Beatrice joined in September 2025, after finishing her PhD in Late Antique Latin poetry in Edinburgh. For her, the Pro Archia feels like a return home: this was one of the first texts she studied with Prof. Balbo. Now, after working as a classical tutor in a foreign university, its themes of citizenship, immigration and humanistic education also speak to her personal experience. Her work in the project focuses on the reception of the Pro Archia, and she has been digging through manuscripts and early printed books filled with commentaries, speeches, and teaching material on the text across Renaissance Europe.
Together, Elisa and Beatrice have been busy with the organisation of the Turin conference in September – they loved welcoming scholars and teachers from across Europe and experiencing the spirit of humanitas that animates the project. They now continue working on the coordination of the Italian commentary and look forward to sharing more updates soon – including a series of short interviews with teachers after the Ljubljana meeting!
🇳🇱 A new bond in the Dutch group
By Sophie van der Pot and Beatrice Buonomo
Salvete omnes! We are Beatrice and Sophie, two students of Classics: one studying in Rome, the other in Leiden. Europa Ciceroniana brought us together to work on the Dutch commentary, and we could not be more delighted!.jpg)

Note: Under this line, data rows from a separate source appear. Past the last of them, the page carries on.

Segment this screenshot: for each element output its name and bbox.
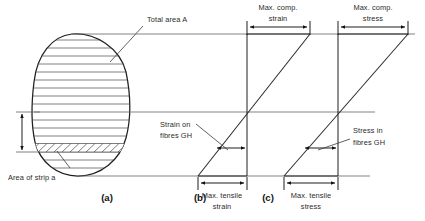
max-tensile-stress-label-line2: stress <box>301 202 322 211</box>
section-outline <box>32 34 130 176</box>
max-comp-strain-label-line2: strain <box>269 14 288 23</box>
total-area-label: Total area A <box>147 15 187 24</box>
total-area-leader-line <box>110 26 143 62</box>
caption-c: (c) <box>262 192 274 203</box>
bending-stress-strain-figure: (a) <box>0 0 425 221</box>
stress-distribution-line <box>284 34 408 176</box>
max-comp-strain-label-line1: Max. comp. <box>258 3 297 12</box>
max-comp-strain-dimension <box>247 21 310 35</box>
strain-distribution-line <box>198 34 310 176</box>
strain-on-fibres-leader-line <box>196 124 228 150</box>
max-tensile-strain-dimension <box>198 177 247 190</box>
area-of-strip-label: Area of strip a <box>8 173 56 182</box>
max-tensile-stress-label-line1: Max. tensile <box>291 191 332 200</box>
strain-on-fibres-label-line1: Strain on <box>160 120 190 129</box>
max-comp-stress-label-line1: Max. comp. <box>353 3 392 12</box>
figure-canvas: (a) <box>0 0 425 221</box>
strain-on-fibres-label-line2: fibres GH <box>160 131 192 140</box>
max-tensile-strain-label-line2: strain <box>213 202 232 211</box>
stress-in-fibres-label-line2: fibres GH <box>353 138 385 147</box>
max-comp-stress-label-line2: stress <box>363 14 384 23</box>
caption-a: (a) <box>101 192 113 203</box>
stress-in-fibres-label-line1: Stress in <box>353 126 383 135</box>
max-comp-stress-dimension <box>338 21 408 35</box>
max-tensile-strain-label-line1: Max. tensile <box>202 191 243 200</box>
max-tensile-stress-dimension <box>284 177 338 190</box>
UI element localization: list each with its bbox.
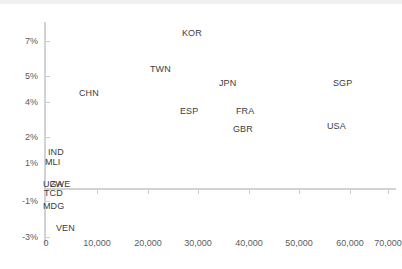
x-axis-tick bbox=[249, 190, 250, 194]
data-point-label-jpn[interactable]: JPN bbox=[219, 78, 236, 88]
y-axis-tick-label: -1% bbox=[8, 196, 38, 206]
y-axis-tick-label: 2% bbox=[8, 132, 38, 142]
data-point-label-kor[interactable]: KOR bbox=[182, 28, 202, 38]
y-axis-tick-label: 7% bbox=[8, 36, 38, 46]
y-axis-tick bbox=[46, 41, 50, 42]
data-point-label-usa[interactable]: USA bbox=[327, 121, 346, 131]
y-axis-tick-label: 1% bbox=[8, 158, 38, 168]
y-axis-tick bbox=[46, 76, 50, 77]
y-axis-tick-label: 5% bbox=[8, 71, 38, 81]
data-point-label-ind[interactable]: IND bbox=[48, 147, 64, 157]
data-point-label-esp[interactable]: ESP bbox=[180, 106, 198, 116]
x-axis-tick bbox=[198, 190, 199, 194]
data-point-label-chn[interactable]: CHN bbox=[79, 88, 99, 98]
x-axis-tick bbox=[148, 190, 149, 194]
data-point-label-gbr[interactable]: GBR bbox=[233, 124, 253, 134]
data-point-label-twn[interactable]: TWN bbox=[150, 64, 171, 74]
x-axis-tick bbox=[97, 190, 98, 194]
data-point-label-ven[interactable]: VEN bbox=[56, 223, 75, 233]
data-point-label-tcd[interactable]: TCD bbox=[44, 188, 63, 198]
data-point-label-sgp[interactable]: SGP bbox=[333, 78, 352, 88]
data-point-label-fra[interactable]: FRA bbox=[236, 106, 254, 116]
y-axis-tick-label: 4% bbox=[8, 97, 38, 107]
plot-area: 7%5%4%2%1%-1%-3%010,00020,00030,00040,00… bbox=[0, 0, 402, 269]
x-axis-tick bbox=[299, 190, 300, 194]
x-axis-tick bbox=[350, 190, 351, 194]
data-point-label-mdg[interactable]: MDG bbox=[43, 201, 64, 211]
y-axis-tick bbox=[46, 137, 50, 138]
x-axis-tick bbox=[388, 190, 389, 194]
x-axis-tick-label: 70,000 bbox=[358, 238, 402, 248]
scatter-chart: 7%5%4%2%1%-1%-3%010,00020,00030,00040,00… bbox=[0, 0, 402, 269]
data-point-label-mli[interactable]: MLI bbox=[45, 157, 60, 167]
y-axis-tick bbox=[46, 102, 50, 103]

Sophie is in her third year of her bachelor’s degree and is involved with Cicero in various ways. She develops educational programs on his works—including the Pro Archia—for the Dutch National Museum of Antiquities, and she explores the reception of Cicero, among other contexts, in her thesis on Petrarch. Beatrice is a master’s student currently doing an Erasmus traineeship in Amsterdam. She travelled almost 1,300 km to immerse herself in Cicero—something that might seem surprising, since when she first started studying, she was not a big fan of this “narcisista con un enorme ego” (as her high school teacher used to say). Now that she is older, she not only appreciates his work but has come to love it—how could one not?
As Cicero stated: Etenim omnes artes quae ad humanitatem pertinent habent quoddam commune vinclum et quasi cognatione quadam inter se continentur. This sentence emphasizes the “familial” character of the relationship between the arts. During our collaboration, we have noticed that not only are the arts interconnected, but that art also has the power to connect people. We are a perfect example of this!
Although we approached the Latin language—and especially grammar—from different educational traditions, we discovered a common foundation beneath these differences: a shared fascination with literature and antiquity. We agree that the value of literature was not only significant in Cicero’s Rome, but is even more essential today. Humanitas connects, transforms, and even improves the world.
🇫🇷 A new entry in the French group
By Héloïse Bermond
My name is Héloïse Bermond, I’m 21 years old, and I’m studying Classics at Sorbonne Université and at the École Normale Supérieure, in Paris. I first turned to Ciceronian rhetoric because I wanted to study Latin literature while also sustaining my special interest in Roman law and history. I really enjoy the fact that judiciary rhetoric allows us to explore how the legal framework can influence and shape the views of each member of a given society.
I am very glad to be joining the Europa Ciceroniana project as student-assistant to Pr. Charles Guérin, and to share those common interests with people all over Europe!